General Bounce 1: Secrecy

From General Bounce: The Lady and the Locusts, a nineteenth-century novel:

’Tis a pity we should think so little of payment till the bill comes due;—in the meantime we go blindly on, deceiving and deceived—we know but little of our neighbour, and we trust in heaven our neighbour knows nothing whatever about us; so we grope about in the dark, and call it Life.
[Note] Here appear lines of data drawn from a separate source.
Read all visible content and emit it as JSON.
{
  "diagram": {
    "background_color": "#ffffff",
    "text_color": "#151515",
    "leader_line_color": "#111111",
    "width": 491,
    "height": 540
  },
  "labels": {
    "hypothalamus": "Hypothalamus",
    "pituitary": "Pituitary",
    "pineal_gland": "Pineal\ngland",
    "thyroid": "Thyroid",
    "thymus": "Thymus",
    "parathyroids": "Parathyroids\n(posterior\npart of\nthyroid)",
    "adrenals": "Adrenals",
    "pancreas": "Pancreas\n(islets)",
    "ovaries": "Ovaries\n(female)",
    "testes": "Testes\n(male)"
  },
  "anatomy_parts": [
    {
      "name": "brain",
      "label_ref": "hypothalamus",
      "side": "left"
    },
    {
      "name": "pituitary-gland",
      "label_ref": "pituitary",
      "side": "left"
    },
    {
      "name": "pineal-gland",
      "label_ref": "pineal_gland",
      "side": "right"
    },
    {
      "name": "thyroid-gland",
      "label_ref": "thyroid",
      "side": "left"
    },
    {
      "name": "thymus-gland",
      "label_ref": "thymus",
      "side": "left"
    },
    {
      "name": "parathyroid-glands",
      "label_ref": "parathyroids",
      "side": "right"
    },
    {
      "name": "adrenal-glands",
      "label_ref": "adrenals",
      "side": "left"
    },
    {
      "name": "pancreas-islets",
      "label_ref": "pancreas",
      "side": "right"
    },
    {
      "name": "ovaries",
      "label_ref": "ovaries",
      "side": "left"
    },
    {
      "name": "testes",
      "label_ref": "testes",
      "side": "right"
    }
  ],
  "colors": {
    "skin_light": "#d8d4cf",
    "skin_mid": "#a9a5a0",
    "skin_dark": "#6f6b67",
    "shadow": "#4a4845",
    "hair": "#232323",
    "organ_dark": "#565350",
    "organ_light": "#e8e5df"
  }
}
I’m not chary of bringing up the “payment,” that is, final judgment, but my interest here is the “deceiving,” the secrecy.
     We learn secrecy from being with other people—most of us from growing up in families. Not “keeping secrets,” that is, other people’s secrets, but each individual of us having our own carefully kept and guarded thoughts that those who know us best have no idea of and carrying out actions out of the presence and knowledge of those same people.
     We learn this secrecy in our families as the clearest lesson from parental correction. The lesson is not that I shouldn’t do what mom or dad don’t want me to do but that I should do it in such a way that they don’t see, don’t know, or at least don’t notice. So subterfuge wins over compliance. Not that we’re all so evil or sneaky but that that secrecy is, in fact, the most logical and sensible lesson learnable from parental correction. And it’s a lesson that shapes how we live henceforth.
     General Bounce: The Lady and the Locusts is about love and romance. I drew the diagrams shown above to help keep things straight. The larger diagram came before the midpoint, by which time some of those six arrows (the locusts) pointing toward that circle (the lady) had been rejected or were giving up the fight in view of a rumor that the lady would not, after all, inherit the fortune. The smaller diagram is for the last few chapters when only four possible lovers, two of each gender, remained.
     Looking back, I realize now that the novel is, beginning to end, all about that secrecy we maintain among ourselves. It would have been much shorter if the characters had been sensible and conferred among themselves. But we don’t do that, and they didn’t. As it is, they all thought they understood, or at least acted in accord with their guesses at each other’s minds. Some of those wrong guesses and incorrect assurances are represented by dotted lines in the diagrams.
     It does no good for the frustrated reader to try to call the characters’ attention to those sorts of problems. I tried.

  • George John Whyte-Melville, General Bounce; Or, The Lady and the Locusts (1854). The quotation is from chapter 3 (of 27). The author, so I’ve read at Wikipedia, generally included sporting events, especially the now forbidden foxhunts, in his books. I generally skim through those parts quickly just to find out who gets injured and how badly. Equally forbidden nowadays are the assumptions about racial differences held by the characters, but we the readers should not then transfer those assumptions onto historical differences and get mad at the author about it.
  • I was thinking it was just coincidental, but it can hardly be: I sat down to type up something on secrecy and how we learn it in our families, paused to put something in my headphones, and hit on, without thinking about it, the Cranberries (Bury the Hatchet), but no, too neat to be coincidence. Part of my secret life, by the way, might be enjoying bouncy pop-rock, and a solo trumpet in it is a special delight.